Gary Soto’s Saturday at the Canal and How Things Work each feature a different perspective on a surprisingly related theme. Similarly, the tones of the poems are similar, while their syntactic structures are very different. The former poem features a pessimistic and wishful point of view, one in which dreams are, for the moment, out of grasp. The latter poem is very neutral, simplistic, and expresses a strong deterministic point of view. The two poems seem to converge on the fact that life is much more out of our control that we like to think. Meanwhile, the former poem exhibits longer sentences structures and more vivid use of verbs, describing the narrator’s ambitious dreams, and the latter poem demonstrates terse sentences, describing everyday occurrences, almost from an existentialist perspective.
Saturday at the Canal describes briefly the perspective of a young individual who seeks to get out a small town in the hopes of making it to San Francisco. The perspective is a bit gloomy, assuming that this is an impossibility and that life in the small town is, to say the least, boring. This perspective seems to communicate to the reader a relatable position, that dreams are sometimes unrealistic, especially so early on in life and when one lacks the ambition to accomplish them. It is almost inspiration in that no one wants to be in the narrator’s shoes. On the other hand, the perspective of the narrator is one that takes for granted the things going on around the narrator. The narrator is spending time with a friend and instead of enjoying the friend’s company is daydreaming about San Francisco and lamenting about not being able to be there. Additionally, the narrator seems to believe that the people in San Francisco are so much better than those in the narrator’s small town and that people in San Francisco can relate much better to the narrator and his friend. This is an example of a cliché ‘the grass is always greener’ perspective, implicitly hinting that one should appreciate what one has. Nevertheless, either interpretation suggests that the narrator believes that getting to San Francisco is beyond the narrator’s control.
How Things Work features a similar perspective. The narrator in this poem describes certain inevitabilities in the quotidian features of life. For example, Soto writes, “Like rain,” describing the ways in which tip money goes to pay for the waitress’s child, and then, “If we buy a goldfish, someone tries on a hat. If we buy crayons, someone walks home with a broom,” describing the sort of trivial and deterministic proceedings of everyday life. In this regard, both poems are quite similar. The narrators of both poems each exhibit a deterministic perspective on life. In How Things Work, the narrator takes a neutral attitude towards the deterministic flow of life, while in Saturday at the Canal the narrator takes a negative attitude towards the deterministic flow, not of everyday life, but the narrator’s life in particular. It has not gone the way that the narrator had intended, regardless of how young the narrator truly is. Thus, the deterministic perspective of each poem is unique. One deals with everyday occurrences, while the other deals with the specific trajectory of one’s life. Still, each takes a deterministic perspective.
The writing style employed by Soto is quite different for each poem.

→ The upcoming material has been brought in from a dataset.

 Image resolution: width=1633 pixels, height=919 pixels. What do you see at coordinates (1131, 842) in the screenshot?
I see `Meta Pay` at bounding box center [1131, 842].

In Saturday at the Canal, the sentences are long with many dependent clauses throughout. The narrator describes, rather articulately for living in the world that the narrator lives in, his mundane life and the unfulfilled dreams that seem to no longer drive the narrator. Meanwhile, How Things Work features short, terse sentences that are to the point, with events being described in brief spurts. The narrator takes the reader through a very, very simplified version of a typical day, almost appearing to be lost in an epistemic crisis, only to regain footing in the last line with, “And things just keep going. I guess.” The writing styles employed in each poem reflect the attitudes of each poem. In Saturday at the Canal, Soto writes much more elegantly than one might expect from the narrator. This may reflect the narrator’s snobby attitude towards his hometown and his penchant for the more complicated life in San Francisco. Likewise, in How Things Work, Soto writes tersely, perhaps to reflect the rather dull, everyday aspects of life that the narrator describes. Each writing style employed, then, can be viewed as an extension of the narrator’s perspective. Word choice, too, is indicative of each narrator’s description, with Saturday at the Canal exhibiting much more vivid descriptions, reflecting the once ambitious dreams of the narrator, and How Things Work remaining simplistic, reflecting the everyday occurrences described.
The greatest similarity between these two poems is their deterministic perspectives. While each poem features a different attitude on the deterministic aspects of life, the narrator of each poem seems to believe that there are certain aspects of life that are out of one’s control. The difference, however, is what these aspects of life are. In Saturday at the Canal, these aspects have to do with the narrator’s life, specifically, and how his dreams have, thus far, been unfulfilled. On the other hand, in How Things Work, these aspects concerns everyday occurrences such as tipping a waitress and shopping. The attitudes of the two narrators are also very different, with one being pessimistic and one taking a neutral stance on the aspects of life out of one’s control. Similarly, the writing styles employed in the two poems strongly reflect the perspectives of each of the poems. While the two works seem very different from one another, they converge in a similar deterministic perspective of life.